As the year ends … more 2013 anniversaries
An earlier entry to this blog pointed out that 2013 marks the 800th anniversary of the issue of Quia Maior, one of the key texts in the development of crusading. But there are other significant anniversaries to record before the last stroke of midnight on 31 December. Back in February the Order of Malta, the descendant of the Knights of St John, celebrated 900 years since the release of Pascal II’s bull Pie postulatio voluntatis. The Pope granted the bull to the Order’s founder, a man called Gerard (other than the name we know virtually nothing about him). In the aftermath of the capture of Jerusalem by the First Crusade Gerard set up a hospital in the city to cater to the needs – which ranged far beyond the medical – of pilgrims who had come east to venerate the holy places.
Pie postulatio voluntatis granted Gerard’s new foundation various privileges and exemptions without which it couldn’t have survived. From that tiny acorn the great Order of Malta sprang, and on 7 February 2013 5,000 members and volunteers of the Order assembled in Rome for a two-day conference. Their meeting concluded with a solemn mass in St Peter’s and an address by the Pope – Benedict XVI, because this was a few days before his momentous announcement that he would abdicate.
From Pascal II to Benedict XVI, over a span of nine centuries: the continuities are astonishing. It’s unlikely that Pascal would find much that was familiar in the church presided over by Benedict and Francis, but Gerard would surely be delighted with what has become of his new Order. For an Order that was soon driven by circumstances to pursue a military vocation in the Holy Land has today reverted entirely to its original mission of carrying out humanitarian and relief work. For that reason, as well as a past that is steeped in colour and heroism, the Order of Malta today retains its popularity.
This applies not least to North America, where one of its affiliate institutions is the Malta Study Center, located in the Hill Museum and Manuscript Library [HMML] at Collegeville in Minnesota. Here for forty years – another anniversary! – dedicated staff have been collecting microfilms of manuscripts relating to the Order from numerous archives, prioritising the endangered ones. The Center made the all-important move from microfilm to digital technology in 2003, and in June the National Archives of Malta sent its one-millionth digital image to HMML.
Much more could be said about the Malta Study Center and the work of HMML but there is no need to do that here because they have a strong online presence at www.hmml.org and are on Facebook as www.facebook.com/HMML.MSC. The indefatigable Theresa Vann has a great blog at melitensia.blogspot.co.uk. The Order of Malta’s website is www.orderofmalta.int, and naturally it highlights the ongoing work of the Order. One of their most recent postings describes relief operations for Syrian refugees who’ve been granted asylum in Bulgaria. The human need, and therefore the work, is unending.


● **ASSIGNMENT**: Copy the complete listing word for word, but do not carry over any images.

● **INFORMATION PROVIDED**:
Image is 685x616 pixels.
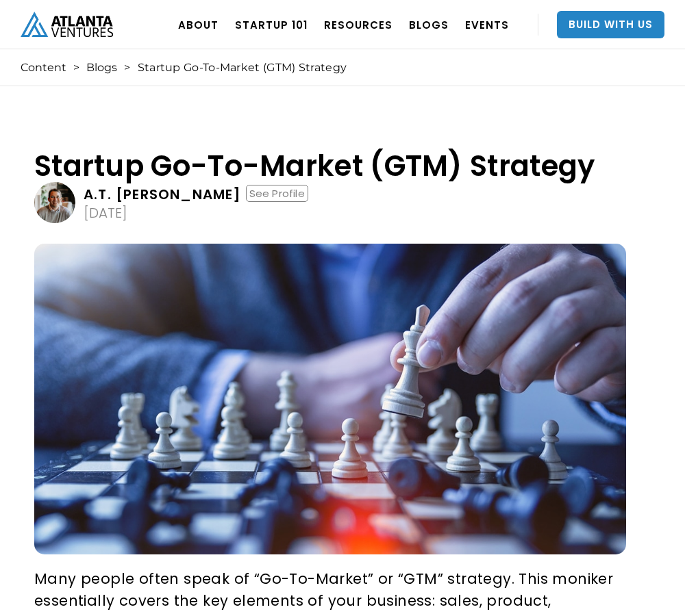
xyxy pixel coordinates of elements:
[83,187,241,201] div: A.T. [PERSON_NAME]
[138,61,347,75] div: Startup Go-To-Market (GTM) Strategy
[124,61,130,75] div: >
[73,61,80,75] div: >
[34,182,626,223] a: A.T. [PERSON_NAME]See Profile[DATE]
[235,5,307,43] a: Startup 101
[21,61,67,75] a: Content
[557,11,664,38] a: Build With Us
[178,5,219,43] a: ABOUT
[34,150,626,182] h1: Startup Go-To-Market (GTM) Strategy
[83,206,128,220] div: [DATE]
[86,61,117,75] a: Blogs
[409,5,449,43] a: BLOGS
[246,185,308,202] div: See Profile
[324,5,392,43] a: RESOURCES
[465,5,509,43] a: EVENTS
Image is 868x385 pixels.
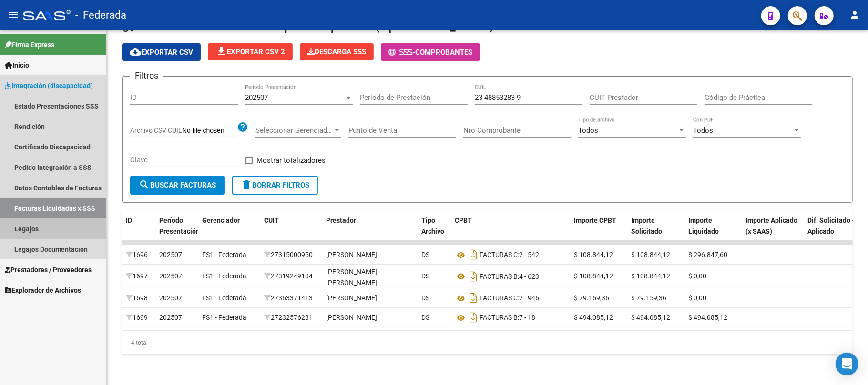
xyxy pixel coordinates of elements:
span: Importe Aplicado (x SAAS) [745,217,797,235]
span: Período Presentación [159,217,200,235]
span: DS [421,251,430,259]
span: CUIT [264,217,279,225]
div: 1699 [126,312,151,323]
button: Borrar Filtros [232,175,318,195]
span: Borrar Filtros [241,181,309,190]
i: Descargar documento [467,247,480,262]
datatable-header-cell: Prestador [322,210,418,252]
datatable-header-cell: Importe Solicitado [627,210,685,252]
mat-icon: file_download [216,46,227,57]
span: Exportar CSV 2 [216,48,285,56]
div: [PERSON_NAME] [326,250,377,260]
span: Gerenciador [202,217,240,225]
i: Descargar documento [467,290,480,306]
span: $ 108.844,12 [631,272,670,280]
datatable-header-cell: CPBT [451,210,570,252]
span: Mostrar totalizadores [256,155,326,166]
div: 4 total [122,331,853,354]
span: CPBT [455,217,472,225]
span: Todos [693,126,713,135]
span: DS [421,314,430,322]
span: 202507 [159,294,182,302]
span: $ 494.085,12 [631,314,670,322]
mat-icon: person [849,9,860,21]
button: Buscar Facturas [130,175,225,195]
span: FACTURAS B: [480,273,519,280]
span: $ 0,00 [688,272,707,280]
input: Archivo CSV CUIL [182,127,237,135]
span: $ 79.159,36 [631,294,666,302]
datatable-header-cell: Importe Liquidado [685,210,742,252]
i: Descargar documento [467,310,480,325]
mat-icon: search [138,179,150,190]
span: $ 494.085,12 [574,314,613,322]
datatable-header-cell: ID [122,210,156,252]
span: Firma Express [5,39,54,50]
div: [PERSON_NAME] [326,312,377,323]
datatable-header-cell: Gerenciador [198,210,261,252]
button: -Comprobantes [381,43,480,61]
span: Integración (discapacidad) [5,81,93,91]
mat-icon: delete [241,179,252,190]
div: 4 - 623 [455,269,566,284]
span: Dif. Solicitado - Aplicado [807,217,854,235]
span: $ 0,00 [688,294,707,302]
datatable-header-cell: Dif. Solicitado - Aplicado [804,210,866,252]
span: Descarga SSS [308,48,366,56]
span: FS1 - Federada [202,251,246,259]
span: Prestador [326,217,356,225]
div: 7 - 18 [455,310,566,325]
datatable-header-cell: Importe CPBT [570,210,627,252]
span: $ 108.844,12 [631,251,670,259]
mat-icon: menu [8,9,19,21]
div: [PERSON_NAME] [PERSON_NAME] [326,267,414,289]
div: 27363371413 [264,293,318,304]
span: Inicio [5,60,29,71]
span: FS1 - Federada [202,272,246,280]
button: Exportar CSV [122,43,201,61]
span: DS [421,272,430,280]
div: 27315000950 [264,250,318,260]
div: [PERSON_NAME] [326,293,377,304]
span: DS [421,294,430,302]
button: Descarga SSS [300,43,373,61]
span: Prestadores / Proveedores [5,265,91,275]
span: 202507 [159,272,182,280]
button: Exportar CSV 2 [208,43,293,61]
mat-icon: help [237,121,248,133]
span: Buscar Facturas [138,181,216,190]
div: Open Intercom Messenger [836,353,859,376]
datatable-header-cell: Importe Aplicado (x SAAS) [742,210,804,252]
span: $ 494.085,12 [688,314,727,322]
span: Seleccionar Gerenciador [256,126,333,135]
span: Exportar CSV [130,48,193,56]
div: 27232576281 [264,312,318,323]
span: Tipo Archivo [421,217,444,235]
span: 202507 [245,93,268,102]
span: Importe Liquidado [688,217,719,235]
span: FACTURAS C: [480,252,519,259]
span: $ 79.159,36 [574,294,609,302]
span: Todos [578,126,598,135]
span: FS1 - Federada [202,294,246,302]
div: 1697 [126,271,151,282]
span: Importe CPBT [574,217,616,225]
datatable-header-cell: Tipo Archivo [418,210,451,252]
app-download-masive: Descarga masiva de comprobantes (adjuntos) [300,43,373,61]
datatable-header-cell: Período Presentación [156,210,198,252]
span: $ 296.847,60 [688,251,727,259]
span: - Federada [76,5,126,26]
span: $ 108.844,12 [574,251,613,259]
i: Descargar documento [467,269,480,284]
span: ID [126,217,132,225]
span: FACTURAS B: [480,314,519,322]
div: 1698 [126,293,151,304]
span: FS1 - Federada [202,314,246,322]
span: Importe Solicitado [631,217,662,235]
span: 202507 [159,251,182,259]
span: Explorador de Archivos [5,285,81,296]
div: 2 - 542 [455,247,566,262]
span: - [388,48,415,56]
span: FACTURAS C: [480,294,519,302]
span: Archivo CSV CUIL [130,127,182,134]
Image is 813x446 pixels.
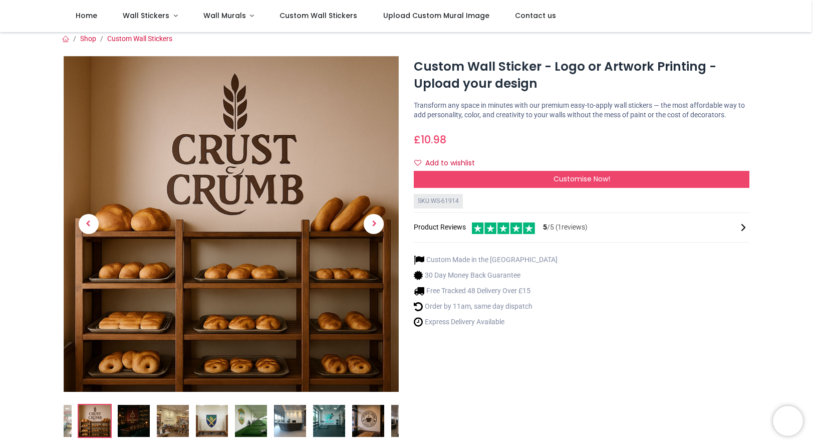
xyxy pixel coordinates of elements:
[421,132,446,147] span: 10.98
[363,214,383,234] span: Next
[235,405,267,437] img: Custom Wall Sticker - Logo or Artwork Printing - Upload your design
[107,35,172,43] a: Custom Wall Stickers
[414,221,749,234] div: Product Reviews
[79,214,99,234] span: Previous
[79,405,111,437] img: Custom Wall Sticker - Logo or Artwork Printing - Upload your design
[64,56,399,392] img: Custom Wall Sticker - Logo or Artwork Printing - Upload your design
[543,223,547,231] span: 5
[414,155,483,172] button: Add to wishlistAdd to wishlist
[414,159,421,166] i: Add to wishlist
[203,11,246,21] span: Wall Murals
[80,35,96,43] a: Shop
[414,301,557,311] li: Order by 11am, same day dispatch
[414,285,557,296] li: Free Tracked 48 Delivery Over £15
[157,405,189,437] img: Custom Wall Sticker - Logo or Artwork Printing - Upload your design
[279,11,357,21] span: Custom Wall Stickers
[543,222,587,232] span: /5 ( 1 reviews)
[123,11,169,21] span: Wall Stickers
[383,11,489,21] span: Upload Custom Mural Image
[414,316,557,327] li: Express Delivery Available
[414,132,446,147] span: £
[274,405,306,437] img: Custom Wall Sticker - Logo or Artwork Printing - Upload your design
[313,405,345,437] img: Custom Wall Sticker - Logo or Artwork Printing - Upload your design
[414,194,463,208] div: SKU: WS-61914
[414,58,749,93] h1: Custom Wall Sticker - Logo or Artwork Printing - Upload your design
[772,406,803,436] iframe: Brevo live chat
[553,174,610,184] span: Customise Now!
[414,254,557,265] li: Custom Made in the [GEOGRAPHIC_DATA]
[391,405,423,437] img: Custom Wall Sticker - Logo or Artwork Printing - Upload your design
[352,405,384,437] img: Custom Wall Sticker - Logo or Artwork Printing - Upload your design
[118,405,150,437] img: Custom Wall Sticker - Logo or Artwork Printing - Upload your design
[64,106,114,341] a: Previous
[76,11,97,21] span: Home
[348,106,399,341] a: Next
[515,11,556,21] span: Contact us
[414,270,557,280] li: 30 Day Money Back Guarantee
[196,405,228,437] img: Custom Wall Sticker - Logo or Artwork Printing - Upload your design
[414,101,749,120] p: Transform any space in minutes with our premium easy-to-apply wall stickers — the most affordable...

● **RESPONSE TO THIS TASK**:
Image is 685x616 pixels.
xyxy pixel coordinates of elements:
[83,187,241,201] div: A.T. [PERSON_NAME]
[138,61,347,75] div: Startup Go-To-Market (GTM) Strategy
[124,61,130,75] div: >
[73,61,80,75] div: >
[34,182,626,223] a: A.T. [PERSON_NAME]See Profile[DATE]
[235,5,307,43] a: Startup 101
[21,61,67,75] a: Content
[557,11,664,38] a: Build With Us
[178,5,219,43] a: ABOUT
[34,150,626,182] h1: Startup Go-To-Market (GTM) Strategy
[83,206,128,220] div: [DATE]
[86,61,117,75] a: Blogs
[409,5,449,43] a: BLOGS
[246,185,308,202] div: See Profile
[324,5,392,43] a: RESOURCES
[465,5,509,43] a: EVENTS
Image is 868x385 pixels.
xyxy pixel coordinates of elements:
span: Importe Aplicado (x SAAS) [745,217,797,235]
span: Período Presentación [159,217,200,235]
span: DS [421,251,430,259]
span: CUIT [264,217,279,225]
div: 1699 [126,312,151,323]
button: Borrar Filtros [232,175,318,195]
span: Borrar Filtros [241,181,309,190]
i: Descargar documento [467,247,480,262]
datatable-header-cell: Prestador [322,210,418,252]
datatable-header-cell: Importe Solicitado [627,210,685,252]
mat-icon: file_download [216,46,227,57]
span: Exportar CSV 2 [216,48,285,56]
div: [PERSON_NAME] [326,250,377,260]
span: Gerenciador [202,217,240,225]
i: Descargar documento [467,290,480,306]
span: $ 108.844,12 [631,272,670,280]
datatable-header-cell: CPBT [451,210,570,252]
span: Mostrar totalizadores [256,155,326,166]
div: 4 total [122,331,853,354]
span: CPBT [455,217,472,225]
span: Todos [693,126,713,135]
span: DS [421,314,430,322]
span: 202507 [159,294,182,302]
span: $ 494.085,12 [631,314,670,322]
mat-icon: person [849,9,860,21]
button: Buscar Facturas [130,175,225,195]
span: FACTURAS B: [480,273,519,280]
span: $ 0,00 [688,272,707,280]
input: Archivo CSV CUIL [182,127,237,135]
span: $ 79.159,36 [631,294,666,302]
datatable-header-cell: Importe Liquidado [685,210,742,252]
i: Descargar documento [467,310,480,325]
mat-icon: search [138,179,150,190]
span: $ 494.085,12 [574,314,613,322]
datatable-header-cell: ID [122,210,156,252]
span: Firma Express [5,39,54,50]
div: [PERSON_NAME] [326,312,377,323]
datatable-header-cell: Gerenciador [198,210,261,252]
button: -Comprobantes [381,43,480,61]
span: Integración (discapacidad) [5,81,93,91]
mat-icon: delete [241,179,252,190]
div: 4 - 623 [455,269,566,284]
span: Dif. Solicitado - Aplicado [807,217,854,235]
span: $ 0,00 [688,294,707,302]
datatable-header-cell: Dif. Solicitado - Aplicado [804,210,866,252]
span: Descarga SSS [308,48,366,56]
span: FS1 - Federada [202,251,246,259]
span: Prestador [326,217,356,225]
div: 7 - 18 [455,310,566,325]
datatable-header-cell: Importe CPBT [570,210,627,252]
span: $ 108.844,12 [631,251,670,259]
mat-icon: menu [8,9,19,21]
div: [PERSON_NAME] [PERSON_NAME] [326,267,414,289]
div: 27363371413 [264,293,318,304]
span: Inicio [5,60,29,71]
span: FS1 - Federada [202,272,246,280]
button: Exportar CSV [122,43,201,61]
span: DS [421,272,430,280]
div: 27315000950 [264,250,318,260]
div: [PERSON_NAME] [326,293,377,304]
span: DS [421,294,430,302]
button: Descarga SSS [300,43,373,61]
span: Prestadores / Proveedores [5,265,91,275]
span: 202507 [159,272,182,280]
button: Exportar CSV 2 [208,43,293,61]
mat-icon: help [237,121,248,133]
span: Buscar Facturas [138,181,216,190]
div: Open Intercom Messenger [836,353,859,376]
datatable-header-cell: Importe Aplicado (x SAAS) [742,210,804,252]
span: $ 494.085,12 [688,314,727,322]
span: Seleccionar Gerenciador [256,126,333,135]
span: Exportar CSV [130,48,193,56]
div: 27232576281 [264,312,318,323]
span: Tipo Archivo [421,217,444,235]
span: 202507 [245,93,268,102]
span: Importe Liquidado [688,217,719,235]
span: FACTURAS C: [480,252,519,259]
span: $ 79.159,36 [574,294,609,302]
span: Todos [578,126,598,135]
span: FS1 - Federada [202,294,246,302]
div: 1697 [126,271,151,282]
span: Importe CPBT [574,217,616,225]
datatable-header-cell: Tipo Archivo [418,210,451,252]
app-download-masive: Descarga masiva de comprobantes (adjuntos) [300,43,373,61]
datatable-header-cell: Período Presentación [156,210,198,252]
span: $ 296.847,60 [688,251,727,259]
span: - Federada [76,5,126,26]
span: $ 108.844,12 [574,251,613,259]
i: Descargar documento [467,269,480,284]
span: ID [126,217,132,225]
span: FACTURAS B: [480,314,519,322]
div: 1698 [126,293,151,304]
span: FS1 - Federada [202,314,246,322]
span: Importe Solicitado [631,217,662,235]
span: 202507 [159,251,182,259]
span: Explorador de Archivos [5,285,81,296]
div: 2 - 542 [455,247,566,262]
span: - [388,48,415,56]
span: FACTURAS C: [480,294,519,302]
span: Archivo CSV CUIL [130,127,182,134]
Image is 813x446 pixels.
xyxy pixel coordinates of elements:
[421,132,446,147] span: 10.98
[363,214,383,234] span: Next
[235,405,267,437] img: Custom Wall Sticker - Logo or Artwork Printing - Upload your design
[107,35,172,43] a: Custom Wall Stickers
[414,221,749,234] div: Product Reviews
[79,214,99,234] span: Previous
[79,405,111,437] img: Custom Wall Sticker - Logo or Artwork Printing - Upload your design
[64,56,399,392] img: Custom Wall Sticker - Logo or Artwork Printing - Upload your design
[543,223,547,231] span: 5
[414,155,483,172] button: Add to wishlistAdd to wishlist
[414,159,421,166] i: Add to wishlist
[203,11,246,21] span: Wall Murals
[80,35,96,43] a: Shop
[414,301,557,311] li: Order by 11am, same day dispatch
[414,285,557,296] li: Free Tracked 48 Delivery Over £15
[157,405,189,437] img: Custom Wall Sticker - Logo or Artwork Printing - Upload your design
[279,11,357,21] span: Custom Wall Stickers
[543,222,587,232] span: /5 ( 1 reviews)
[123,11,169,21] span: Wall Stickers
[383,11,489,21] span: Upload Custom Mural Image
[414,316,557,327] li: Express Delivery Available
[414,132,446,147] span: £
[274,405,306,437] img: Custom Wall Sticker - Logo or Artwork Printing - Upload your design
[313,405,345,437] img: Custom Wall Sticker - Logo or Artwork Printing - Upload your design
[414,194,463,208] div: SKU: WS-61914
[414,58,749,93] h1: Custom Wall Sticker - Logo or Artwork Printing - Upload your design
[772,406,803,436] iframe: Brevo live chat
[553,174,610,184] span: Customise Now!
[414,254,557,265] li: Custom Made in the [GEOGRAPHIC_DATA]
[391,405,423,437] img: Custom Wall Sticker - Logo or Artwork Printing - Upload your design
[352,405,384,437] img: Custom Wall Sticker - Logo or Artwork Printing - Upload your design
[118,405,150,437] img: Custom Wall Sticker - Logo or Artwork Printing - Upload your design
[64,106,114,341] a: Previous
[76,11,97,21] span: Home
[348,106,399,341] a: Next
[515,11,556,21] span: Contact us
[414,270,557,280] li: 30 Day Money Back Guarantee
[196,405,228,437] img: Custom Wall Sticker - Logo or Artwork Printing - Upload your design
[414,101,749,120] p: Transform any space in minutes with our premium easy-to-apply wall stickers — the most affordable...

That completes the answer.